A Famously Awful Movie
The Stepford Wives is the strange case of an awful movie that somehow became part of the cultural vocabulary. How could something so unambiguously bad penetrate so deeply into our society?
The Stepford Wives is the strange case of an awful movie that somehow became part of the cultural vocabulary. How could something so unambiguously bad penetrate so deeply into our society?
My favorite albums starting with Fiona Apple’s When the Pawn …, Neko Case’s Blacklisted, The Clash’s London Calling, Coil’s Horse Rotorvator, and Jimi Hendrix’s Band of Gypsies.
Michael Moore’s divisive Bowling for Columbine is ingeniously critic-proof. If one complains about the politics of the movie, one if branded a right-winger. If one complains about fact-fudging or fairness, one is accused of missing the point.
Although a description of Donnie Darko might make it sound like an amalgam of motifs from the mind of Terry Gilliam, the film integrates its strangeness so well into a larger narrative that it feels more realistic than most movies. It’s funny, frightening, and ultimately devastating, a human story told very, very well.

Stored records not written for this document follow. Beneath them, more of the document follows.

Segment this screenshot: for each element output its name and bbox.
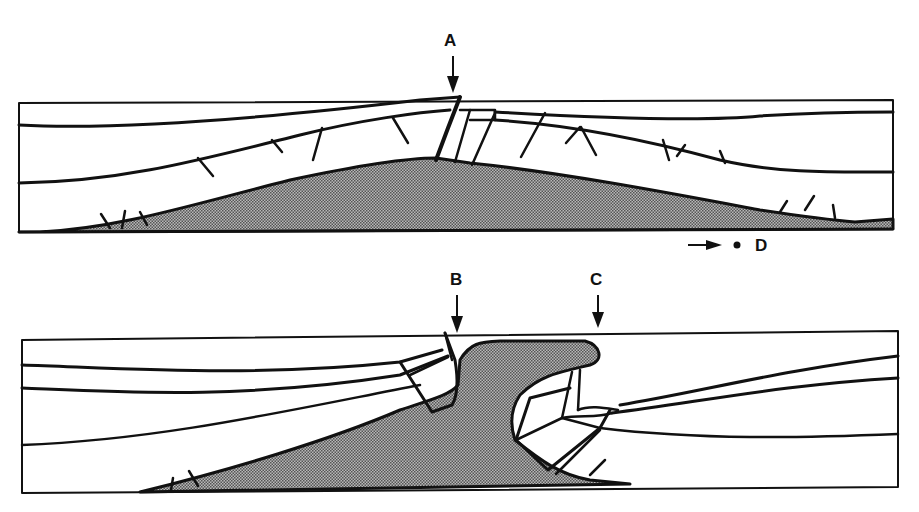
lower-panel [22, 331, 898, 493]
arrow-b-icon [451, 295, 463, 333]
arrow-a-icon [447, 56, 459, 93]
label-a: A [444, 31, 456, 51]
cross-section-diagram [0, 0, 919, 512]
label-c: C [590, 270, 602, 290]
upper-panel [19, 97, 893, 232]
label-b: B [450, 270, 462, 290]
arrow-c-icon [592, 295, 604, 328]
label-d: D [755, 236, 767, 256]
point-d-icon [734, 242, 741, 249]
arrow-d-icon [688, 240, 741, 250]
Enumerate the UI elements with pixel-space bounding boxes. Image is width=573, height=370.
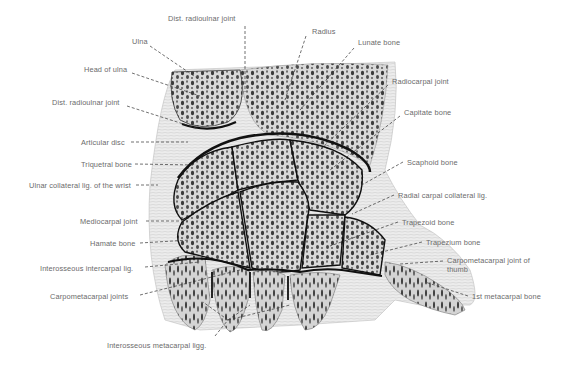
- label-first-metacarpal-bone: 1st metacarpal bone: [472, 292, 541, 301]
- label-articular-disc: Articular disc: [81, 138, 125, 147]
- label-cmc-joint-of-thumb: Carpometacarpal joint of thumb: [447, 256, 547, 274]
- label-triquetral-bone: Triquetral bone: [81, 160, 132, 169]
- label-trapezoid-bone: Trapezoid bone: [402, 218, 455, 227]
- label-head-of-ulna: Head of ulna: [84, 65, 127, 74]
- label-ulnar-collateral-lig: Ulnar collateral lig. of the wrist: [29, 181, 131, 190]
- label-dist-radioulnar-joint-left: Dist. radioulnar joint: [52, 98, 120, 107]
- label-lunate-bone: Lunate bone: [358, 38, 400, 47]
- label-scaphoid-bone: Scaphoid bone: [407, 158, 458, 167]
- label-dist-radioulnar-joint-top: Dist. radioulnar joint: [168, 14, 236, 23]
- label-hamate-bone: Hamate bone: [90, 239, 135, 248]
- label-radial-carpal-collateral-lig: Radial carpal collateral lig.: [398, 191, 487, 200]
- label-ulna: Ulna: [132, 37, 148, 46]
- label-radiocarpal-joint: Radiocarpal joint: [392, 77, 449, 86]
- label-carpometacarpal-joints: Carpometacarpal joints: [50, 292, 128, 301]
- label-trapezium-bone: Trapezium bone: [426, 238, 481, 247]
- label-interosseous-intercarpal-lig: Interosseous intercarpal lig.: [40, 264, 133, 273]
- label-mediocarpal-joint: Mediocarpal joint: [80, 217, 138, 226]
- label-capitate-bone: Capitate bone: [404, 108, 451, 117]
- label-radius: Radius: [312, 27, 336, 36]
- label-interosseous-metacarpal-ligg: Interosseous metacarpal ligg.: [107, 341, 206, 350]
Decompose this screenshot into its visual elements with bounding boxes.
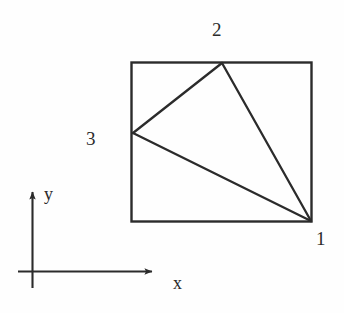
triangle-edge-3-1	[133, 133, 311, 221]
axis-label-x: x	[173, 274, 182, 292]
vertex-label-1: 1	[316, 229, 326, 248]
figure-canvas: 1 2 3 x y	[0, 0, 344, 313]
triangle-edge-2-3	[133, 63, 222, 133]
square-outline	[132, 63, 312, 222]
triangle-edge-1-2	[222, 63, 311, 221]
diagram-svg	[0, 0, 344, 313]
axis-label-y: y	[44, 185, 53, 203]
vertex-label-3: 3	[86, 129, 96, 148]
vertex-label-2: 2	[212, 20, 222, 39]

Spike Lee’s 25th Hour would appear to be about a good-hearted drug dealer’s last day of freedom before he begins a seven-year prison sentence, but the movie insistently pushes itself beyond that. It should be a circumscribed drama limited to the dealer (named Monty and played by Edward Norton), his girlfriend, his father, and his two best friends, but the film regularly veers into the margins.
Four years in the making, the documentary Winged Migration is beautiful to watch yet empty. For all the time, money, and effort spent filming migrating birds, would it have been too much to ask to bring an editor on-board to turn the result into something a bit more compelling?
I was expecting something special out of the IMAX presentation of The Lion King, but it was merely bigger than I’d ever seen it. This was not the transcendent experience I expected and (to a degree) hoped for.
Some movies are difficult to criticize. Yes, they’re bad, but they’re well-intentioned and made with a certain amount of skill and ambition. The filmmakers have given the audience credit for being intelligent and open, and viewers ought to re-pay the favor. So it is with May, the low-budget solo debut from writer/director Lucky McKee. The movie is an attempt at a character-driven horror movie, and for that alone it deserves to be seen and praised.
After watching David Cronenberg’s Spider, I was acutely underwhelmed and disappointed. It could be that the movie’s impact on my first viewing – akin to dropping a light object onto a feather pillow – was a function of overblown expectations. Or it could be that the movie was designed to end with more of a whimper than a bang.
If you think the subject of Atom Egoyan’s Ararat is the genocide in 1915 of 1.5 million Armenians by Turks (as most critics seem to believe), you’ll find the movie a confused mess. But reducing the film to that summary is akin to saying the director’s The Sweet Hereafter was about a bus accident, or that his Exotica was about strippers.